Monday, January 25, 2010

Activity Level and Decomposition

One of the powerful benefits of a process diagram is in its ease of use. There will generally be some set of bubbles or boxes that represent an activity, connect by arrows the show the flow of information and material. Most stakeholders can read such a diagram and quickly grasp the message it conveys.

But most organizational problems are wider ranging and impact an organization both in breadth and depth. There is more to them than can fit on a single activity diagram. So how do we deal with this complexity of volume? Process modeling give us a useful approach: decomposition, the breaking down of one activity into many component activities.

When we decompose a process or activity, we break it down into sub-processes or procedural steps. We do this to reduce complexity of presentation. We then will have multiple diagrams that present information, logically arranged and structured so that the relationship amongst the diagrams is clear.

So far so good, as most analysts will have no difficulty with these ideas. The toughest challenges come in two different areas: understanding atomic activities and selecting a decomposition strategy.

Lets discuss decomposition strategies first. The best way to break down a big activity into smaller ones is to understand actors and activity streams. Typically an organization process is in place to bring about some result: student registration, new member enrollment, changing employment status, producing a detail component, and others. When the material or information is acted upon a different person or machine, then there likely is an excellent spot to separate component activities. In a machine shop this might occur when an unfinished detail part must be move from, say, a machine that cuts to one that drills holes. In a hospital, this might occur when an ER triage specialist assigns a patient over to a surgeon. In both cases actors change during the course of an activity stream; for the former example, the activity might be called "produce detail part", the latter might be "treat emergency patient".

There are numerous other approaches to decomposition. At higher levels it might make sense to decompose by geography, i.e., where something happens. Or it may be by organizational function, as in accounting versus finance versus marketing. Or it may be structural, as in holding company and its subsidiaries. The analyst will likely find it useful to keep an idea of size and level of a complete enterprise activity model will look like, while beginning to create the process model.

Activity atomicity is the idea of knowing when to stop decomposing. I find it useful to think of elemental or atomic activities as being those that are irreducible in the sense that a stable product or deliverable could be passed along as a meaningful unit. For instance, in the detail shop example above, using a single machine might be thought of as atomic. And in the ER example, completing admission, triage and initial treatment might be three different atomic activities. Naturally it is possible to decompose further, but it is not useful in generally describing the activity. Further decomposition might well be said to be about "how" no longer "what". For this the best approach might be procedure steps, also know as use cases.

When I review elemental activities, I often use an analogy form chemistry: elemental processes are like molecules while a procedure step is more like an atom.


__Activity__
Find the line below with "Detect and localize" and the line with "Identify all the". Output exactly those lines and everything between them, leaving out the pictures.

__Study material__
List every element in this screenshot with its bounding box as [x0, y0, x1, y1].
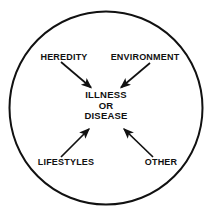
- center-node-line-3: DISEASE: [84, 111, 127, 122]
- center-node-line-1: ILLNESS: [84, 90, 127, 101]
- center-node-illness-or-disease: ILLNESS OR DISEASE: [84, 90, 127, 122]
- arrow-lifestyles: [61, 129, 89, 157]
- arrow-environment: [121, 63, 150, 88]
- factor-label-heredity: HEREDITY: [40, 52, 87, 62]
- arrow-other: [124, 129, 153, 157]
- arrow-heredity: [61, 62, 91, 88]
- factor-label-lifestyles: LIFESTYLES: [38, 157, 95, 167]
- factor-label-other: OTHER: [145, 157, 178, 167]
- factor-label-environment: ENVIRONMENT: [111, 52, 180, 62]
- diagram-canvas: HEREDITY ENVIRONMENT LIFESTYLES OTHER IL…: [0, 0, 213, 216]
---
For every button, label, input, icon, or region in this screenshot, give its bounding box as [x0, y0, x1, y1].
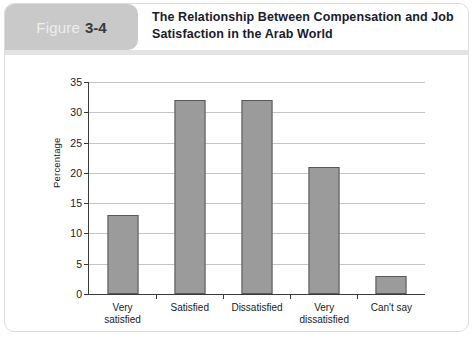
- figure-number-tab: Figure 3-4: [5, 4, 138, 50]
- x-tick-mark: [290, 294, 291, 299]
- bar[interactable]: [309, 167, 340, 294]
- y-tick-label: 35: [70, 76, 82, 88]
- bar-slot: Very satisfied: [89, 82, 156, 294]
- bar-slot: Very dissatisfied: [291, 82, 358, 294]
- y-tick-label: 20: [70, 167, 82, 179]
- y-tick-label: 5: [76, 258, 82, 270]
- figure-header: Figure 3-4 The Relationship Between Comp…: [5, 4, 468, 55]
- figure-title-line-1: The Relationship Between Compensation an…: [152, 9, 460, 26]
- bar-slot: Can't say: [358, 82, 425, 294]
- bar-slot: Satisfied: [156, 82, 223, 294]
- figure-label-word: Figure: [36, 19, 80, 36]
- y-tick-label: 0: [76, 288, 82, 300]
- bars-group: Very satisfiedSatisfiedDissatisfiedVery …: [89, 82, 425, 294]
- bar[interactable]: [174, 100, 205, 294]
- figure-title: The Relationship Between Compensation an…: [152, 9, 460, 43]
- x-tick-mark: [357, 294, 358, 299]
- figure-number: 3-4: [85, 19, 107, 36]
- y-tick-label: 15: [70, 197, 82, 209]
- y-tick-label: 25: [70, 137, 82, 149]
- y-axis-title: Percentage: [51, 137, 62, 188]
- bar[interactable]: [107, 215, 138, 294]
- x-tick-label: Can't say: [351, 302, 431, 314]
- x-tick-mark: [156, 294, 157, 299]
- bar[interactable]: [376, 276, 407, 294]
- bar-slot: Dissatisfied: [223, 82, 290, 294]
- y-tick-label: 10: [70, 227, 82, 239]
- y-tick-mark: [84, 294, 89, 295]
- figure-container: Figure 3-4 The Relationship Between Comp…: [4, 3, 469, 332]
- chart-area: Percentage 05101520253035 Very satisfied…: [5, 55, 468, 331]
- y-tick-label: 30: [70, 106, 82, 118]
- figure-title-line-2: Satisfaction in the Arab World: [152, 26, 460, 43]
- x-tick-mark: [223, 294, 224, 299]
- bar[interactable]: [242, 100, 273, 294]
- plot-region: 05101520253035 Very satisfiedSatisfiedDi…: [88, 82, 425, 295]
--
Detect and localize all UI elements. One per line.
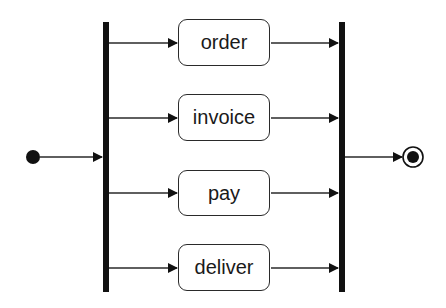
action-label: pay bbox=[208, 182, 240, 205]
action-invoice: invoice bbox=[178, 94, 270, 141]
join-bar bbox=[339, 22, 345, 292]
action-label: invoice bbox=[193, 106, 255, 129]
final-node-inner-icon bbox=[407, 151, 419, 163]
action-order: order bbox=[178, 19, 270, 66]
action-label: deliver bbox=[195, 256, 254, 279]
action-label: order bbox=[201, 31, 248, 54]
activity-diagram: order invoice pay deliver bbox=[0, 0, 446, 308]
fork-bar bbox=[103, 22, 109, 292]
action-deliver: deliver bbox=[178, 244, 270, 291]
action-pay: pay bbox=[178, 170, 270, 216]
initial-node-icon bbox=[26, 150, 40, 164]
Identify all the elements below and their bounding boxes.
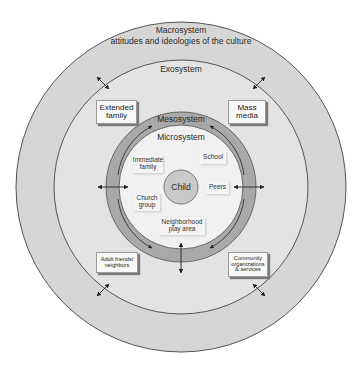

__Output for this task__
Detect and localize all UI elements. One per line.
action-label: pay bbox=[208, 182, 240, 205]
action-invoice: invoice bbox=[178, 94, 270, 141]
join-bar bbox=[339, 22, 345, 292]
action-label: invoice bbox=[193, 106, 255, 129]
final-node-inner-icon bbox=[407, 151, 419, 163]
action-order: order bbox=[178, 19, 270, 66]
action-label: deliver bbox=[195, 256, 254, 279]
action-label: order bbox=[201, 31, 248, 54]
activity-diagram: order invoice pay deliver bbox=[0, 0, 446, 308]
fork-bar bbox=[103, 22, 109, 292]
action-deliver: deliver bbox=[178, 244, 270, 291]
action-pay: pay bbox=[178, 170, 270, 216]
initial-node-icon bbox=[26, 150, 40, 164]
Identify all the elements below and their bounding boxes.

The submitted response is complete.